Scott Simon, NPR; A new documentary shows the impact of book bans in Florida public schools on the kids
"In her directorial debut, Sheila Nevins' chronicles the impact of book bans in Florida public schools. She tells NPR's Scott Simon what inspired her to profile those most affected — the students...
GRACE LINN: My husband, Robert Nichol (ph), was killed in action in World War II, defending our democracy, constitution and freedoms. One of the freedoms that the Nazis crushed was the freedom to read the books that they banned.
NEVINS: And I thought, holy [expletive], this woman is out there doing something, and I'm doing nothing. And I know I'm only in my 80s, for heaven's sake. And here's this woman fighting for young people to be able to read the books that she read and I read and possibly you read, Scott, that in many ways change our lives and make us know about the world we live in. And I thought, I've got to grab her. I've got to get her. And I've got to get some of these kids who've lost the books or who have been deprived of the books to read them and to see how they feel about what they're missing.
SIMON: Some of the books that are mentioned in the course of the film that have been banned include "Slaughterhouse-Five," "Maus," "The Kite Runner," "The Life Of Rosa Parks," "The Handmaid's Tale." I can't come up with a better question than why?
NEVINS: Interesting, isn't it? Why would you deprive children of this information? If you want them to grow up to be like yourself, and yourself has a limited worldview - or at least the worldview that you believe is the worldview they should have - then you take out anything that you would find as questionable - Planned Parenthood, race, religious problems, difficulties. You know, you would simply want to make your child not aware of all these things that make the world a sort of wondrous, difficult, complex and often painful world that we all live in. I'm sort of quoting the kids, which is really odd. How can you deprive me - I'm 12 or 14 or 15 - of information?"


**Exercise prompt:** Using the data that follows, report how many lines include "pixels"; output no other text.

**The data:**
++++++++++

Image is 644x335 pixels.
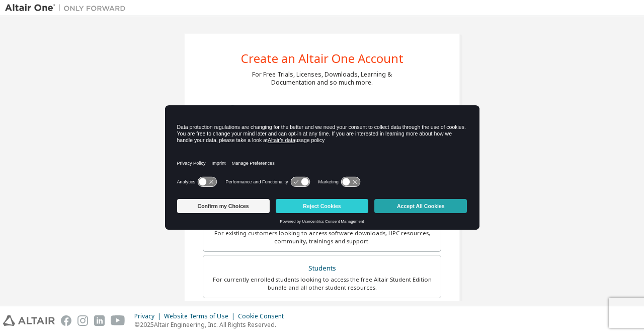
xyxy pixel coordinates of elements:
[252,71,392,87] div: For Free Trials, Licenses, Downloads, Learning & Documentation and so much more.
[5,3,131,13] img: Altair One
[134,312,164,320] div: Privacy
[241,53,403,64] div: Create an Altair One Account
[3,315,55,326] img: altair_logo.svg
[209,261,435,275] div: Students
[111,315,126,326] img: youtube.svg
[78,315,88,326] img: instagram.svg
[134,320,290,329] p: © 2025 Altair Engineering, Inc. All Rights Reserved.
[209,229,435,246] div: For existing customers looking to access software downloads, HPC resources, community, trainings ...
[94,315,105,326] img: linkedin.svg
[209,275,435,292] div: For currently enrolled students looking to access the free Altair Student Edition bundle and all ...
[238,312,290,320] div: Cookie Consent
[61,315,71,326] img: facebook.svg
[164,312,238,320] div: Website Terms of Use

++++++++++

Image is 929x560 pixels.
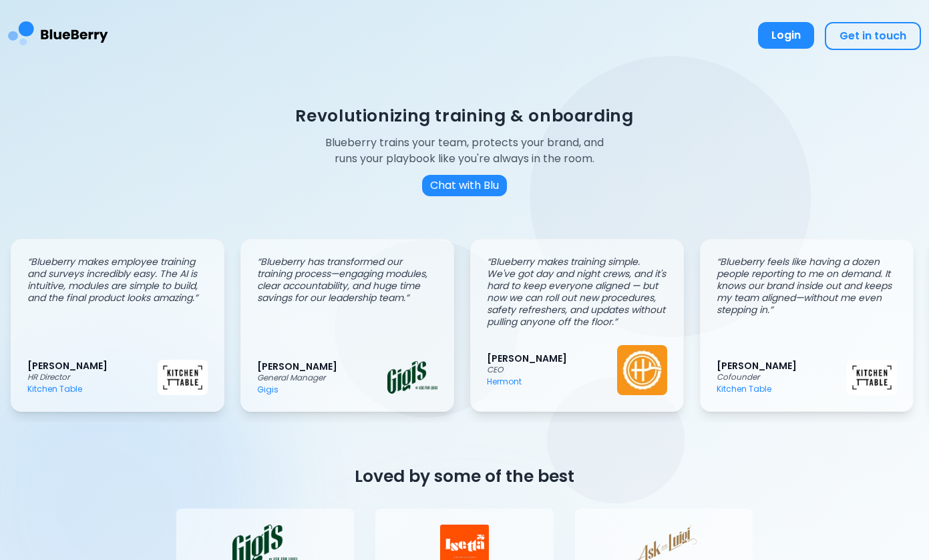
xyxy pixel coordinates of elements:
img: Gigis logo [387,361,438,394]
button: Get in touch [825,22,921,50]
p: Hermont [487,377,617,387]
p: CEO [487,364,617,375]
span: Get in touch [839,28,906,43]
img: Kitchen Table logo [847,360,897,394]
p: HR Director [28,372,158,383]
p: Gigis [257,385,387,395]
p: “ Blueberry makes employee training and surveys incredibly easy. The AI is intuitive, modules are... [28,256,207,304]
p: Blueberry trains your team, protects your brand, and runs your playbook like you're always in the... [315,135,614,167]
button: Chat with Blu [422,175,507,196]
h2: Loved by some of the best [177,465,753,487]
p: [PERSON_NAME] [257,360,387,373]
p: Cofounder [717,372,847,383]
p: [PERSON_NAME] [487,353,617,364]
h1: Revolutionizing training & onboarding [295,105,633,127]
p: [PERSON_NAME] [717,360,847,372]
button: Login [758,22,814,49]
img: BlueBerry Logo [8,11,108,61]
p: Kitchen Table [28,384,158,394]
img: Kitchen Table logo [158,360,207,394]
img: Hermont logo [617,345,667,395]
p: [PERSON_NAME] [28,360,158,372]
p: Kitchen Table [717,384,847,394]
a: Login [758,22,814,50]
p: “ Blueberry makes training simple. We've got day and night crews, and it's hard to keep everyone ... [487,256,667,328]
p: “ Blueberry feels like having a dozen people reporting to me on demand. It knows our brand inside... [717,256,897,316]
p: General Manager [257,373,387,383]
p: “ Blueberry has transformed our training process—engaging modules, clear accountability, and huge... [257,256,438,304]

++++++++++

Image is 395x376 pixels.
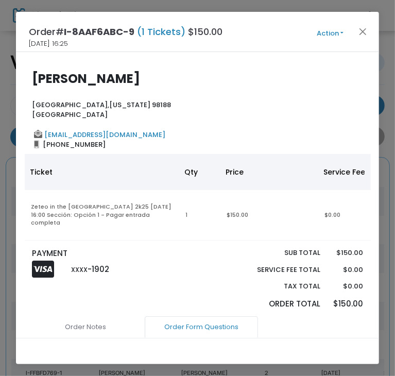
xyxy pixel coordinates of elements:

++++++++++

**Solution:** 3